Setting the Stage
Thomas Robert Malthus was born on 13 February 1766 at The Rookery, near Dorking in Surrey and died in Bath on 29 December 1834. His father, Daniel Malthus, was a friend of David Hume and a great admirer of Jean-Jacques Rousseau and his philosophical novel Emile.
Three weeks after Robert’s birth these two philosophers came to visit him. Robert was educated first by his father and then, until he was 16, by Richard Graves, a clergyman friend of his father. In 1782, he went to the famous Dissenting Academy at Warrington, Lancashire, to be taught by a “heretical” clergyman, Gilbert Wakefield, a disciple of Rousseau. Malthus went to Jesus College, Cambridge, in 1784, where he studied mathematics, science and classics. In 1788, he graduated as Ninth Wrangler, and took orders. After he had left Cambridge, one of his tutors, William Frend, was removed from his fellowship because of his advocacy of Unitarianism and his opposition to the war with the French Republic.In 1793, Malthus was elected to a fellowship by his college, and took a curacy at Okewood, near his family’s home. In 1803, he was instituted rector of Walesby, Lincolnshire, and held the living for the rest of his life without having resided there. The following year, he married Harriet Eckersall. In 1805, he was appointed Professor of Political Economy at the East India College, situated from 1809 at Haileybury, where he lived until his death, thus becoming the first Professor of Political Economy in England. Most of Malthus’s contemporaries, even those who disagreed with his opinions, described him as a lovable man of considerable humour and underlined his affectionate and loyal nature and his intellectual honesty.
In 1796, Malthus wrote his first pamphlet, The Crisis, a View of the Present Interesting State of Great Britain, by a Friend to the Constitution, in order to criticize Pitt’s administration.
He failed to find a publisher, and the manuscript has unfortunately been lost. Nevertheless, some passages quoted by his two friends and biographers, William Empson and Bishop William Otter, indicate that he was already prompted by the desire to reduce the hardship of the poor and, more widely, interested in social problems of political economy. A close reading of his work cannot but convince the reader that his desire to improve the condition of the labouring classes would remain all his life; and that he intended to understand the true causes of their conditions, whether by poverty or by unemployment, in order to find appropriate remedies. In the introduction of the first edition of his Principles of Political Economy published in 1820, Malthus emphasizes the main difficulties inherent in such a task, particularly by stressing the principal cause of error in political economy: “a precipitate attempt to simplify and generalize” (1820b: 5). Simplifying by not acknowledging “the operation of more causes than one in the production of particular effects” (1820b: 6) and generalizing by not taking into account “the necessity of limitations and exceptions in a considerable number of important propositions” (1820b: 7) led to “crude and premature theories” (1820b: 6). Furthermore, on 26 January 1817, in a letter to Ricardo, Malthus writes: “A writer may, to be sure, make any hypothesis he pleases; but if he supposes what is not at all true practically, he precludes himself from drawing any practical inferences from his hypotheses” (Malthus in Ricardo 1951-73, VII: 122). Malthus’s willingness to account for complexity, limitations and exceptions in political economy could explain most of his disagreements with Ricardo and that the hope the latter expressed on 20 August 1818 in a letter to his friend: “I wish to have an opportunity of judging of your system as a whole” (Ricardo 1951-73, VII: 284) could not be realized.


- Brief:
Please restate the listing word for word, omitting the images.

- Data:
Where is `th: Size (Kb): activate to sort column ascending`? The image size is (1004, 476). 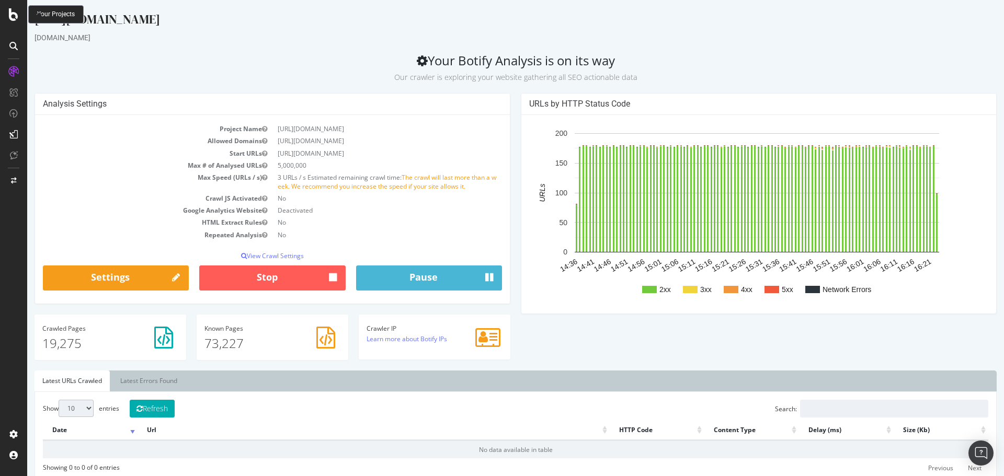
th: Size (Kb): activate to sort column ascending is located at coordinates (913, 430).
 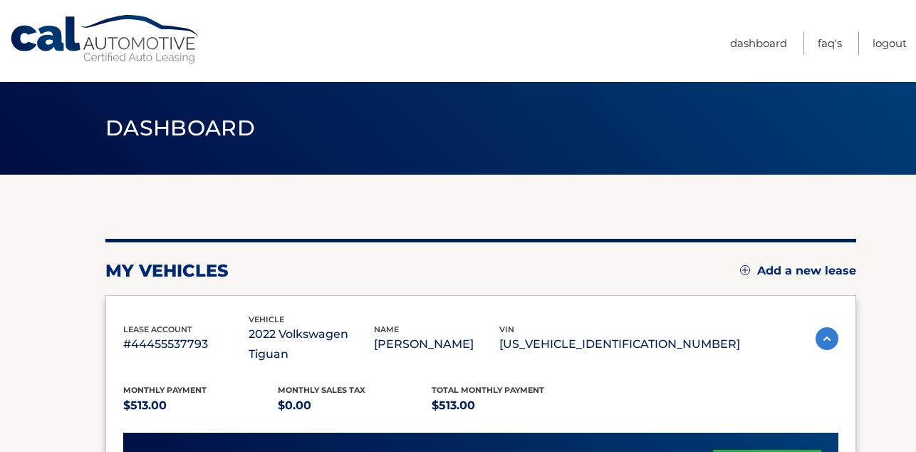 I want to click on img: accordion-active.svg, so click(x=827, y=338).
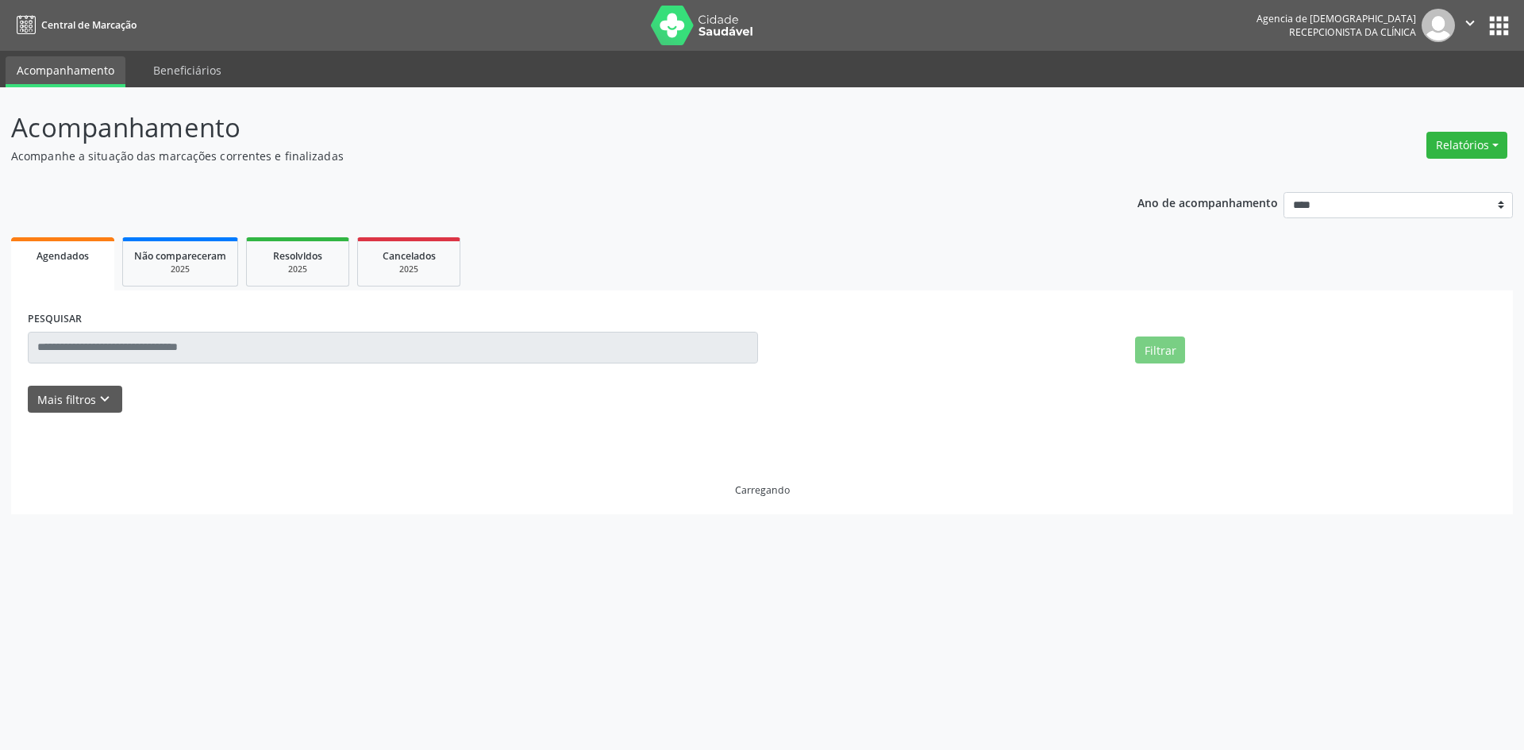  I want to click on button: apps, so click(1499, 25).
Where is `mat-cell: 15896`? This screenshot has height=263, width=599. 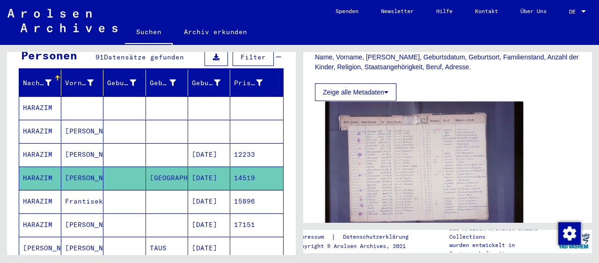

- Result of this task:
Where is `th: Size (Kb): activate to sort column ascending`? The image size is (1004, 476). 
th: Size (Kb): activate to sort column ascending is located at coordinates (913, 430).
  I want to click on img: accordion-active.svg, so click(x=827, y=338).
  I want to click on button: apps, so click(1499, 25).
Where is `mat-cell: 15896`? This screenshot has height=263, width=599. 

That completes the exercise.